The "I don't want to talk about AI" thread, and the new topic is: words we dislike

I just got feedback (VERY constructive, I was really appreciative of the comment) that I need to add more punctuation to my poetry. Can I please have your commas? I'll give them a nice home and they won't have to die.

More punctuation in poetry? Do those same people look at the Mona Lisa and complain she should show some teeth when she smiles and that Picasso should have used more red during his blue period?
 
Pale, pasty, fair-skinned, (completely skinned, yikes), whiteish, vanilla, white chocolate beauty, snowy white, ivory, milky-white, a chalky-skinned ugly duckling, albescent, pallid, ashen, sallow (the ainti-swarthy), faint, bloodless, a ghastly, deathlike Aryan, light-skinned cornrow wearing wanna be, opalescent, and lastly alabaster.
Fair enough. Although I'll stipulate that each author is allowed one use, in all their collected works, of "alabaster" to describe a character's skin.
 
Pale, pasty, fair-skinned, (completely skinned, yikes), whiteish, vanilla, white chocolate beauty, snowy white, ivory, milky-white, a chalky-skinned ugly duckling, albescent, pallid, ashen, sallow (the ainti-swarthy), faint, bloodless, a ghastly, deathlike Aryan, light-skinned cornrow wearing wanna be, opalescent, and lastly alabaster.

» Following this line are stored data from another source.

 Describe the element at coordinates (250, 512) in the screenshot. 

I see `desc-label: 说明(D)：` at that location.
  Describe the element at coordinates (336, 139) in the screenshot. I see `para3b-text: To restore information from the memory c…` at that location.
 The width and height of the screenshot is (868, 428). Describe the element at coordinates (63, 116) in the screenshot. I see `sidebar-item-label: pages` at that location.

Slow down, slow down, I'm making notes for my next story!

"White chocolate beauty" - that's a keeper, right there!
 
Pale, pasty, fair-skinned, (completely skinned, yikes), whiteish, vanilla, white chocolate beauty, snowy white, ivory, milky-white, a chalky-skinned ugly duckling, albescent, pallid, ashen, sallow (the ainti-swarthy), faint, bloodless, a ghastly, deathlike Aryan, light-skinned cornrow wearing wanna be, opalescent, and lastly alabaster.
"Her skin was the colour of the underside of a fish that had washed up on the beach a week ago."

The true master of similes was Terry Pratchett. At one point he describes Ankh-Morpork as "as full of life as a dead dog on a hot summer's day".
 
Well, that image stinks up the conversating.
"Her skin was the colour of the underside of a fish that had washed up on the beach a week ago."

The true master of similes was Terry Pratchett. At one point he describes Ankh-Morpork as "as full of life as a dead dog on a hot summer's day".
 
The word "utilize" should not exist. There is nowhere the overly grandiose "utilize" is better than plain "use."